Configi is a straightforward wrapper for configuration data. It provides a consistent interface to a number of back-ends, currently via arbitrary HTTP JSON loading, Redis K/V store, and S3 JSON file loading.

Using Configi

The code itself is documented, but here’s a couple of recipes:

S3 Config Source

from configi import DynamicConfig, S3ConfigSource
import boto     # Boto not included, but if you want to use S3ConfigSource
                # you probably have it already. I hope.

s3 = boto.connect_s3()
bucket = s3.get_bucket("my-config-repository")
config_file_key = bucket.get_key("my-config-file-key")

source = S3ConfigSource(config_file_key)
config = DynamicConfig(
                source,
                expiry=(60*4),  # Every four hours reload
                quiet_mode=True,  # Errors will `print` instead of throwing Exceptions.
                namespace_dicts=True,  # Turn dictionaries into dot-accessible namespaces.
                defaults={'some_key': 'a_value'}  # Defaults dict is used to return values, if a key is unset remotely.
            )

print config.foo
    > None

config.foo = 'bar'
print config.foo
    > bar

print config.some_key
    > a_value

config.some_key = 'banana'
print config.some_key
    > banana

Redis Config Source

from configi import DynamicConfig, RedisConfigSource
import redis    # Redis not included, but if you want to use
                # RedisConfigSource, then you'll need it.

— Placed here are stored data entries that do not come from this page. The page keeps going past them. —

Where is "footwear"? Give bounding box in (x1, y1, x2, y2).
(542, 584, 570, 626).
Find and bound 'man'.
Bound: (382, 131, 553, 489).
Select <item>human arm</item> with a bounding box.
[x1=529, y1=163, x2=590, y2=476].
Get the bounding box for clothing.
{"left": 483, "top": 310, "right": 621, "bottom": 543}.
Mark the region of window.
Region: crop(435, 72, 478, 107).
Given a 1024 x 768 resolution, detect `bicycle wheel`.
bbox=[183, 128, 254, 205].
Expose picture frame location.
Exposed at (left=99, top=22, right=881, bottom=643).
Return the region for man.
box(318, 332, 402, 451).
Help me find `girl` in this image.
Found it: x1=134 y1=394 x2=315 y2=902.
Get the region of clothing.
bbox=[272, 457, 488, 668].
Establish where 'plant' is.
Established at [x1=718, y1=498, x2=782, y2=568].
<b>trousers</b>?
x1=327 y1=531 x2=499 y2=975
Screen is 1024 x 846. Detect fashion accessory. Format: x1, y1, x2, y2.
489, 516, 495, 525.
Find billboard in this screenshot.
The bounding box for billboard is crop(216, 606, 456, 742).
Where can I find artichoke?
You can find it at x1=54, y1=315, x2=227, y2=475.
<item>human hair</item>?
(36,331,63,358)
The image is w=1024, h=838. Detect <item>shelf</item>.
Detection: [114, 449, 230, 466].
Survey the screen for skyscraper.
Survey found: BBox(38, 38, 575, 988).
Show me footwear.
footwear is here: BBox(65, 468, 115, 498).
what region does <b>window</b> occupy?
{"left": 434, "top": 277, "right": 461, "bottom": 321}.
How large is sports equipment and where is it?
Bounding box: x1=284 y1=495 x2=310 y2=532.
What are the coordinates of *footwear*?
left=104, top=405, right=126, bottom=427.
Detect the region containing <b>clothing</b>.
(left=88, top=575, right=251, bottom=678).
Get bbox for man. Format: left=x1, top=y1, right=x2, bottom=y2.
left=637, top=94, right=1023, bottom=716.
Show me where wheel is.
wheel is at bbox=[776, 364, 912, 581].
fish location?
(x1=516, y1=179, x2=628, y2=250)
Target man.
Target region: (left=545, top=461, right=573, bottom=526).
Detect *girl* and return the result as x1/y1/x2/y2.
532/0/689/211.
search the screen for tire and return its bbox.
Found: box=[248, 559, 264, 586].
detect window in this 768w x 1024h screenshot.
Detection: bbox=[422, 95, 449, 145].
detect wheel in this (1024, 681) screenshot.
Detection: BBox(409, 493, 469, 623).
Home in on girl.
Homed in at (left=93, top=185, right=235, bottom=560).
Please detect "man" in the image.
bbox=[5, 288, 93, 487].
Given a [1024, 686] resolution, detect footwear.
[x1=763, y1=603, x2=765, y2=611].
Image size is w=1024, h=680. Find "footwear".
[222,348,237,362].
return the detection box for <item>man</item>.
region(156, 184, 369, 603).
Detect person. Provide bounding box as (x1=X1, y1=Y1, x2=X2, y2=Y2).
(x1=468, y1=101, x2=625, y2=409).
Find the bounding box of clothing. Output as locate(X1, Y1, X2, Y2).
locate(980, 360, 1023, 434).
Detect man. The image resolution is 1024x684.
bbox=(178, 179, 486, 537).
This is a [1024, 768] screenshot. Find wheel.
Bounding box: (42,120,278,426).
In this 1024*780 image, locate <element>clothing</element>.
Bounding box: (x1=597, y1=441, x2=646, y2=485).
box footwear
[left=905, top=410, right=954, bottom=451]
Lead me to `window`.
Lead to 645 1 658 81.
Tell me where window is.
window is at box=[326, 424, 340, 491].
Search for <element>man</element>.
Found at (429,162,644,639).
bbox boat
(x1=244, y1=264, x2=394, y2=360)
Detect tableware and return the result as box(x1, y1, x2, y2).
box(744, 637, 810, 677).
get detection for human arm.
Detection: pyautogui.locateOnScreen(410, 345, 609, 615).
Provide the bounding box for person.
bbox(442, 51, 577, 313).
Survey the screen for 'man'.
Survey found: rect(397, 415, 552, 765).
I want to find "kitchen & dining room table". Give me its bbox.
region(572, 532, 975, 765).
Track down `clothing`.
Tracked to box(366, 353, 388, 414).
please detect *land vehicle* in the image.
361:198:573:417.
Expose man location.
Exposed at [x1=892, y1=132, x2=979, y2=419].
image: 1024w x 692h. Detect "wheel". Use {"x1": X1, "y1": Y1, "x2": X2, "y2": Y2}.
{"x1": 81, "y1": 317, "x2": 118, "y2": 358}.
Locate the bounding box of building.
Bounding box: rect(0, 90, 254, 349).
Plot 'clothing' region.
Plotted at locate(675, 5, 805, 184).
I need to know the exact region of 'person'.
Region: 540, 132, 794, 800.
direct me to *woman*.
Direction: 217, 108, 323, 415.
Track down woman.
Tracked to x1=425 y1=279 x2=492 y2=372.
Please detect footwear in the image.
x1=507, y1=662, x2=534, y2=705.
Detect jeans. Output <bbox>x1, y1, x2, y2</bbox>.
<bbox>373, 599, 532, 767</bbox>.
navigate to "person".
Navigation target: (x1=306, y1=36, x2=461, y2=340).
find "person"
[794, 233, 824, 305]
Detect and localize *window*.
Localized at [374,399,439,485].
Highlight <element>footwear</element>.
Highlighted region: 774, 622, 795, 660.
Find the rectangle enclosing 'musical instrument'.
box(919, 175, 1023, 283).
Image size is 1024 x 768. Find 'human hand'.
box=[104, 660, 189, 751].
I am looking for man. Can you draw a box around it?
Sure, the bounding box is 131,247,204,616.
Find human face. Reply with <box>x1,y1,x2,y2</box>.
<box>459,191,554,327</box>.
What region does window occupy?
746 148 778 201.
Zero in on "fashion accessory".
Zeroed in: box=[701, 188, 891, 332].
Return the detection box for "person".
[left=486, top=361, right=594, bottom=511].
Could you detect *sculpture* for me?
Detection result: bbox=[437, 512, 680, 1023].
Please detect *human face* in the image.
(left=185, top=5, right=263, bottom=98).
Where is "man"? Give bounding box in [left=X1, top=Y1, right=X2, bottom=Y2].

r = redis.StrictRedis()  # Get a Redis connection. Yours will have more parameters.
source = RedisConfigSource(r, prefix='MY_AWESOME_CONFIGI_CONFIG_SETUP:')    # Default prefix is 'CONFIGI:'
config = DynamicConfig(
                source,
                expiry=(60*4),  # Every four hours reload
                quiet_mode=True,  # Errors will `print` instead of throwing Exceptions.
                namespace_dicts=True,  # Turn dictionaries into dot-accessible namespaces.
                defaults={'some_key': 'a_value'}  # Defaults dict is used to return values, if a key is unset remotely.
            )

print config.foo
    > None

config.foo = 'bar'
print config.foo
    > bar

print config.some_key   # Even though defaults were passed, any remotely-set value overrides.
    > orangutan

JSON File Config Source

from configi import DynamicConfig, JSONConfigSource

source = JSONConfigSource("https://some-url.com/my-config-file.json")
config = DynamicConfig(
                source,
                expiry=(60*4),  # Every four hours reload
                quiet_mode=True,  # Errors will `print` instead of throwing Exceptions.
                namespace_dicts=True,  # Turn dictionaries into dot-accessible namespaces.
                defaults={'some_key': 'a_value'}  # Defaults dict is used to return values, if a key is unset remotely.
            )

print config.foo
    > None

config.foo = 'bar'
    > DynamicConfigError: Could not set key foo

Caveats

Some of the config sources are better suited for read-only config. Namely, the arbitrary-JSON-file-based config is strictly read-only. The S3-based config is read/write but not very optimal for high-write scenarios. Redis, if a Redis store is both secure and available to you, is probably your best bet.